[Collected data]
□ □ □ □ □

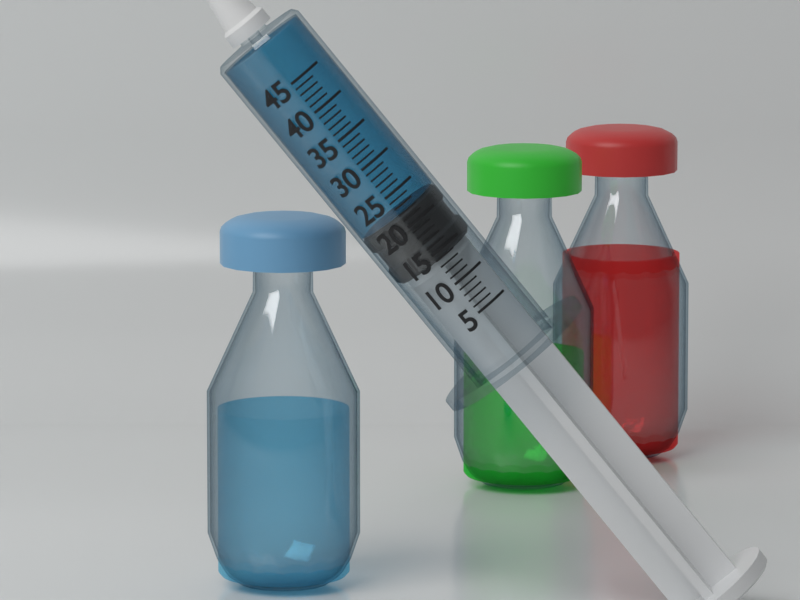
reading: 22 (no unit)
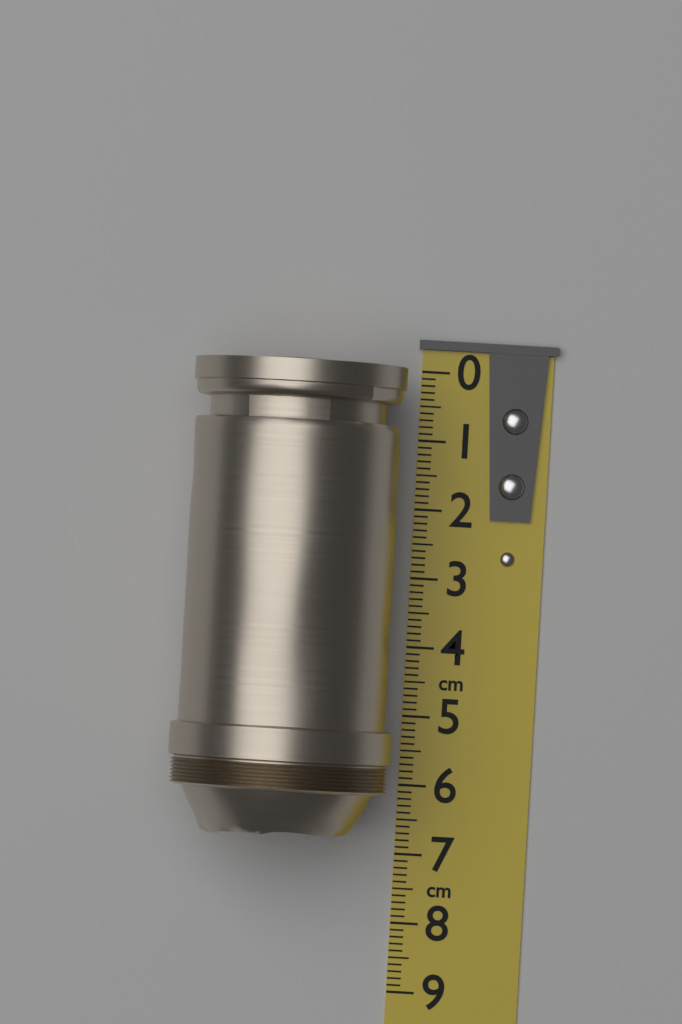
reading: 6.8 cm
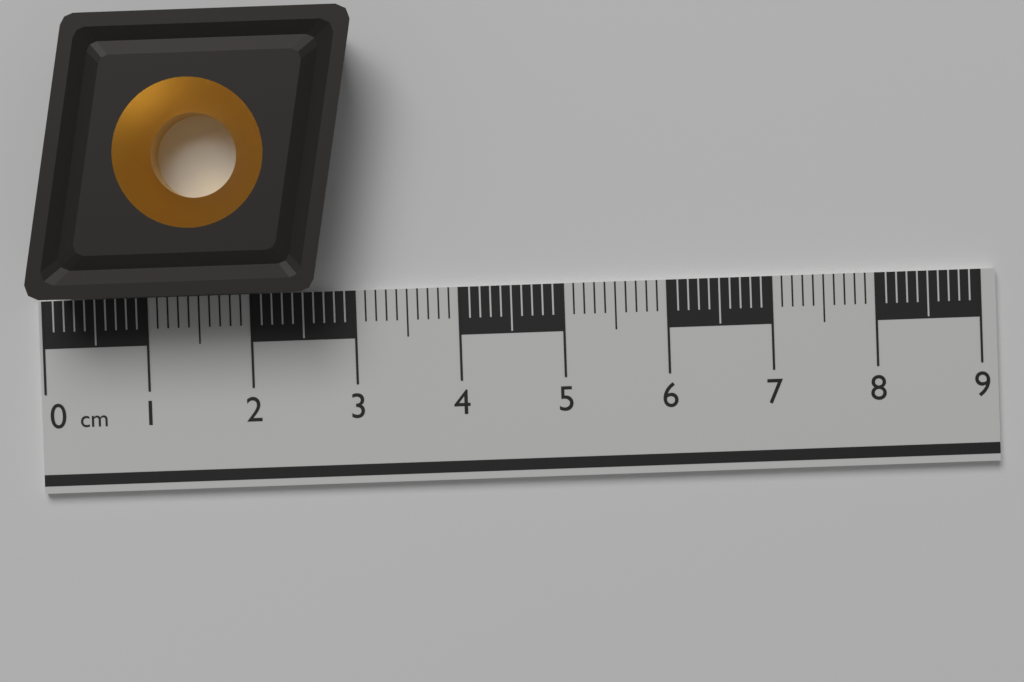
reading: 3.1 cm
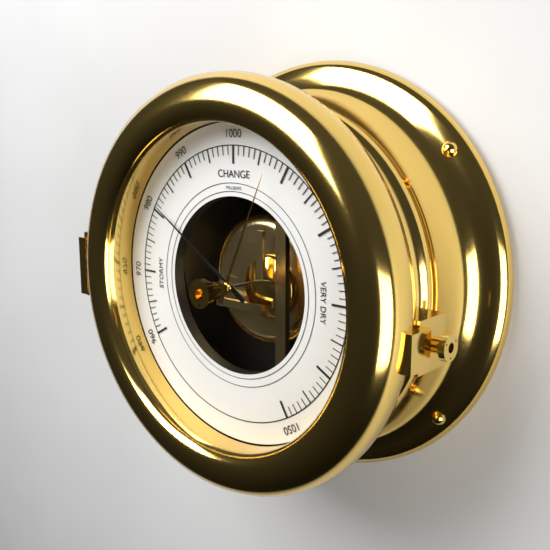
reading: 981 mbar
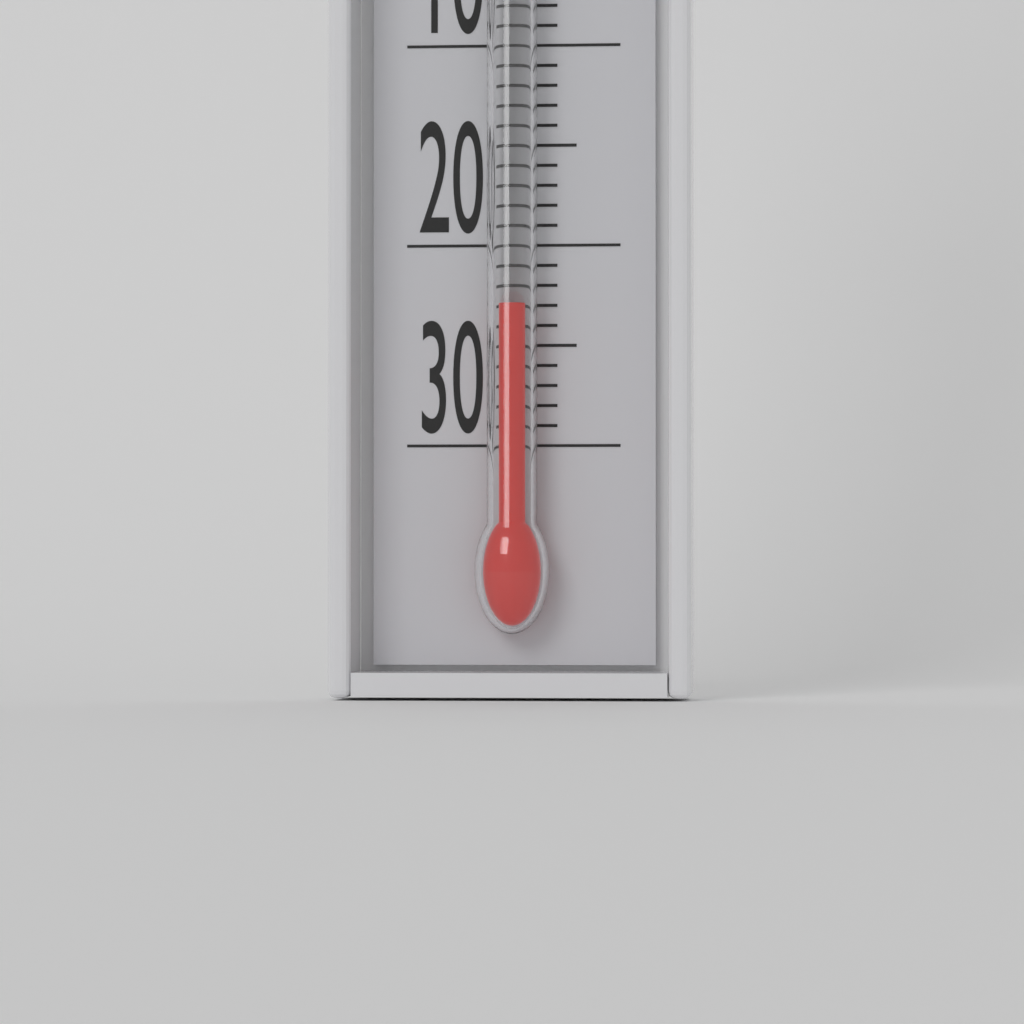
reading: -23 °C
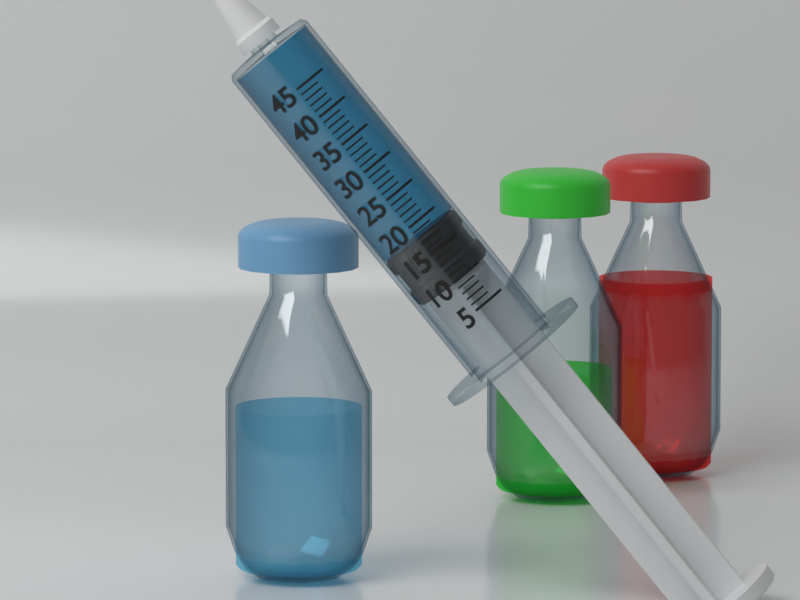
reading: 18 (no unit)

□ □ □ □ □

▶ [Instructions to follow]:
Pictures stay out; reproduce every line of the records exactly.

▶ [Written solution]:
reading: 22 (no unit)
reading: 6.8 cm
reading: 3.1 cm
reading: 981 mbar
reading: -23 °C
reading: 18 (no unit)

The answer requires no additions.